Evening Republican, Volume 17, Number 199, Rensselaer, Jasper County, 21 August 1913 — Aged Resident of Newton Township Has Passed Away. [ARTICLE]

Aged Resident of Newton Township Has Passed Away.

John Lane, about 85 years of age, father of Trustee Ed Lane, of Newton township, died this Thursday morning at his home northwest of this city. He had been falling for a long time, the Infirmities of age gradually weighing him down. Arrangements for his funeral have not been completed, but it will probably take place from St. Augustine’s Catholic church in this City Friday or Saturday morning. Father Augustine Seifert, for so many years president of St. Joseph’s College, is now at Maria Stein, Ohio, where he has a retreat position in the sisters’ institute. Father Benedict Boebner, of .Sedalia, Mo., visited Father Christian Daniel and the college yesterday. In the latter nineties he was the president of St. Joseph’s College for two or three years, during a time when Father Seifert’s health failed and he was absent for the purpose of recuperation. Father Boebner was very much pleased with the splendid growth of the institution with which he had served several years ago. 55

Miss Hallie Davis, of’Marion, came yesterday to spend several days with Miss Martha Long, with whom she was a roommate while attending Western college at Oxford, 0., last year. A 16-year-old son of Fred Bachman, of north of town, was kicked by a horse Wednesday evening after he had returned home from the band concert, the animal’s * hoof having cut the muscle of his right leg to the bone. He came to town to have it treated. While riot serious, it will probably lay him up for some time. President Wilson’s program for free sugar in 1916 carried the' day in the senate Tuesday, when democrats rallied to the support of the tariff bill and defeated three amendments to the sugar schedule. With all except Senators Ransdell and Thornton, of Louisiana, standing firmly for the administration, the democrats defeated the Bristow amendment for a compromise duty, the Norris amendment against free sugar, and the Glllinger amendment against free maple sugar.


* **PROMPT**
Output the whole listing exactly, with no pictures.

DATA FOR REVIEW Start Marker

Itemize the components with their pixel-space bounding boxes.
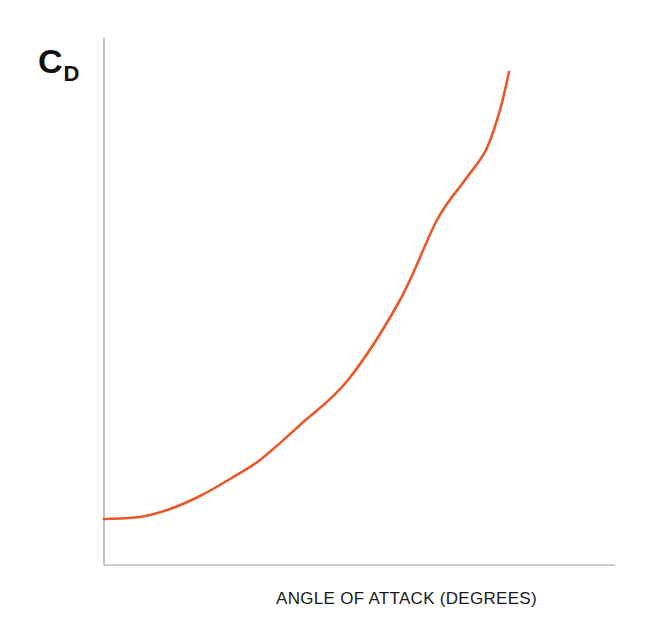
drag-curve	[104, 72, 509, 519]
chart-plot-area	[0, 0, 656, 630]
x-axis-label: ANGLE OF ATTACK (DEGREES)	[276, 589, 537, 609]
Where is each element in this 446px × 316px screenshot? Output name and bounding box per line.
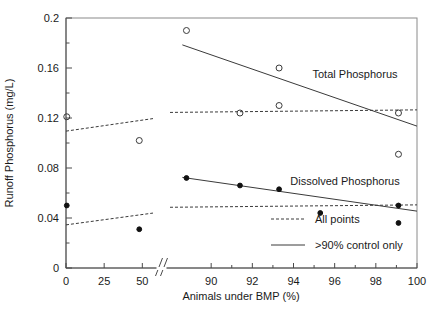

DATA FOR REVIEW End Marker

* **RESPONSE AREA**
Itemize the components with their pixel-space bounding boxes.
drag-curve	[104, 72, 509, 519]
chart-plot-area	[0, 0, 656, 630]
x-axis-label: ANGLE OF ATTACK (DEGREES)	[276, 589, 537, 609]
Where is each element in this 446px × 316px screenshot? Output name and bounding box per line.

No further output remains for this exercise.